Ada had spent two years convincing herself that stability was the same as love until one morning she woke up and could not continue the argument.
She called Kamsi on a Sunday afternoon.
“I think I made peace with the wrong things.”
“What do you mean?”
“I wanted peace so badly that I made peace with things I should have questioned. His silence, his mother, the way he never once asks how I am and means it. Three years, Kamsi, not once.”
“What do you need right now?”
“I need to start being honest about what this is.”
“That’s a good place to start.”
“You never made us feel stupid, even when we were pushing you and laughing. You never once threw it back at us.”
“You weren’t stupid. You were afraid.”
“We were all afraid of something.”
“What were you afraid of?”
“Being wrong, being alone, being the last one standing with nothing to show for the waiting.”
“But you waited anyway.”
“I waited anyway.”
Ifunanya’s truth arrived the loudest, the way Ifunanya herself had always arrived.
Desmond had not been faithful. This was confirmed not once, but repeatedly across eighteen months by evidence she could no longer explain away. The last incident involved a woman who called the house phone, an act so brazen that Ifunanya almost respected the audacity of it.
She left within a week.
The apartment, the trips, the carefully curated life. She left all of it and moved into her sister’s flat with two suitcases and the quiet devastation of someone who had paid an extremely high price for a lesson she could not return.
She called Kamsi at 2 a.m.
“I know it’s late. I just needed to hear your voice. You always sound like everything is going to be okay.”
“Everything is going to be okay.”
“I was so mean to you, Kamsi. I called you slow. I said you didn’t understand life. I said time was passing you by.”
“Ifunanya—”
“No, let me say it. I looked down on you, and now look at me, 2 a.m., crying in my sister’s spare room, and I’m on the phone with you.”
“That’s all that matters right now.”
“Why are you not angry with us?”
“Because anger would mean spending energy on the past, and I have a future I’m still building.”
“You and Obinna?”
“Among other things.”
Obinna had proposed in her lesson center after the last child had gone home, sitting on a small plastic chair that was too short for him with a ring chosen specifically for her taste. Not for show.
“I know who you are, Kamsi. Not who I want you to be, who you actually are. And I would like to build a life with that person, if she’ll have me.”
“She will.”
Their wedding was quiet and deliberate and entirely theirs. No competition with anyone’s vision, no performance for Uguta, just two people who had chosen each other with open eyes and enough time to be sure.
The morning after, when the house was still and pale harmattan light came through the curtains, Kamsi lay awake thinking about her three friends, where they were, what they were rebuilding, how bravely they were beginning again.
She did not feel superior.
She did not feel vindicated.
She felt something quieter and more sustaining than either: the deep, settled satisfaction of a woman who had trusted herself when trusting herself was the harder choice and had arrived, without rushing, exactly where she was meant to be.
Outside, Uguta was already awake, already watching, already forming opinions. But for the first time in a long time, Kamsi did not feel the weight of its gaze.
She had nothing left to prove.
And that, she understood now, was what freedom actually felt like.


* [TASK INSTRUCTIONS]:
Apart from the images, every record here needs to be copied exactly.

(Records excerpted from a collection)
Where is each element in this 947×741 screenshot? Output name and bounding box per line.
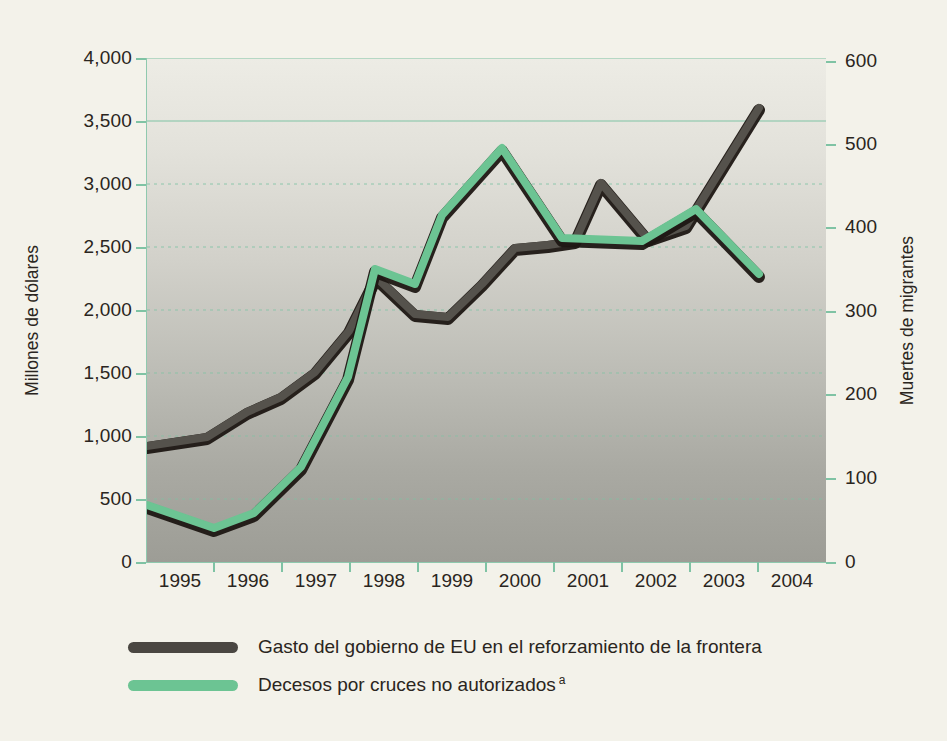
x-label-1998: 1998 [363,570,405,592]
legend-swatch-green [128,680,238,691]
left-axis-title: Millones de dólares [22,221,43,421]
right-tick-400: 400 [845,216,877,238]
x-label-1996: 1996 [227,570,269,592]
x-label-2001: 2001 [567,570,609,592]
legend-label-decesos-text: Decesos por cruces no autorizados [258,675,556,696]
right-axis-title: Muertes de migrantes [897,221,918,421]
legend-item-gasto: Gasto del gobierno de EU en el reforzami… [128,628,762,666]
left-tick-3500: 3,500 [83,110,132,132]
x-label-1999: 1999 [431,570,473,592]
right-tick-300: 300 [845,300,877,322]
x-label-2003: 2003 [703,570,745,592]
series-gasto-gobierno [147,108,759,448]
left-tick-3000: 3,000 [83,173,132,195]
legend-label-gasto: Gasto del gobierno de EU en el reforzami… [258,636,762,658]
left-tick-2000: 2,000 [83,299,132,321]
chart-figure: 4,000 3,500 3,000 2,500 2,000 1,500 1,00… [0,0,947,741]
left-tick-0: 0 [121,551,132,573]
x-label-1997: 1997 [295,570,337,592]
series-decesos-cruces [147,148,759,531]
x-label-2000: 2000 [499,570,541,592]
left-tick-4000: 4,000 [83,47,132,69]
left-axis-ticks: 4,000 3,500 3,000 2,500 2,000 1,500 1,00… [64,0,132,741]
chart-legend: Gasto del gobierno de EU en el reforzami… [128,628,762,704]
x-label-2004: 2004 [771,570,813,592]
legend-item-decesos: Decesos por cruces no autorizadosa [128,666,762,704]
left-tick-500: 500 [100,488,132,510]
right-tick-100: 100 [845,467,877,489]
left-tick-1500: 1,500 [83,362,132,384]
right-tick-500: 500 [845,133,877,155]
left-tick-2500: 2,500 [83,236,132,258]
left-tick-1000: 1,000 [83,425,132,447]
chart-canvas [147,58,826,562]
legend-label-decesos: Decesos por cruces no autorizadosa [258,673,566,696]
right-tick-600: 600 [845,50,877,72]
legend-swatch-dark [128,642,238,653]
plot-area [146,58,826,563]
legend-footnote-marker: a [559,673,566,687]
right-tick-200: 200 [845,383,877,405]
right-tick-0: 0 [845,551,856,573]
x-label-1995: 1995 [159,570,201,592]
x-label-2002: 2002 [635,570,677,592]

* [SOLUTION TO THIS PROBLEM]:
Where is each element in this 947×741 screenshot? Output name and bounding box per line.
x-label-1998: 1998 [363,570,405,592]
legend-swatch-green [128,680,238,691]
left-axis-title: Millones de dólares [22,221,43,421]
right-tick-400: 400 [845,216,877,238]
x-label-1996: 1996 [227,570,269,592]
x-label-2001: 2001 [567,570,609,592]
legend-label-decesos-text: Decesos por cruces no autorizados [258,675,556,696]
right-axis-title: Muertes de migrantes [897,221,918,421]
legend-item-gasto: Gasto del gobierno de EU en el reforzami… [128,628,762,666]
left-tick-3500: 3,500 [83,110,132,132]
x-label-1999: 1999 [431,570,473,592]
right-tick-300: 300 [845,300,877,322]
x-label-2003: 2003 [703,570,745,592]
series-gasto-gobierno [147,108,759,448]
left-tick-3000: 3,000 [83,173,132,195]
legend-label-gasto: Gasto del gobierno de EU en el reforzami… [258,636,762,658]
left-tick-2000: 2,000 [83,299,132,321]
chart-figure: 4,000 3,500 3,000 2,500 2,000 1,500 1,00… [0,0,947,741]
left-tick-0: 0 [121,551,132,573]
x-label-1997: 1997 [295,570,337,592]
series-decesos-cruces [147,148,759,531]
x-label-2000: 2000 [499,570,541,592]
left-tick-4000: 4,000 [83,47,132,69]
left-axis-ticks: 4,000 3,500 3,000 2,500 2,000 1,500 1,00… [64,0,132,741]
chart-legend: Gasto del gobierno de EU en el reforzami… [128,628,762,704]
x-label-2004: 2004 [771,570,813,592]
legend-item-decesos: Decesos por cruces no autorizadosa [128,666,762,704]
left-tick-500: 500 [100,488,132,510]
right-tick-100: 100 [845,467,877,489]
left-tick-1500: 1,500 [83,362,132,384]
right-tick-500: 500 [845,133,877,155]
left-tick-2500: 2,500 [83,236,132,258]
left-tick-1000: 1,000 [83,425,132,447]
chart-canvas [147,58,826,562]
legend-label-decesos: Decesos por cruces no autorizadosa [258,673,566,696]
right-tick-600: 600 [845,50,877,72]
legend-swatch-dark [128,642,238,653]
plot-area [146,58,826,563]
legend-footnote-marker: a [559,673,566,687]
right-tick-200: 200 [845,383,877,405]
right-tick-0: 0 [845,551,856,573]
x-label-1995: 1995 [159,570,201,592]
x-label-2002: 2002 [635,570,677,592]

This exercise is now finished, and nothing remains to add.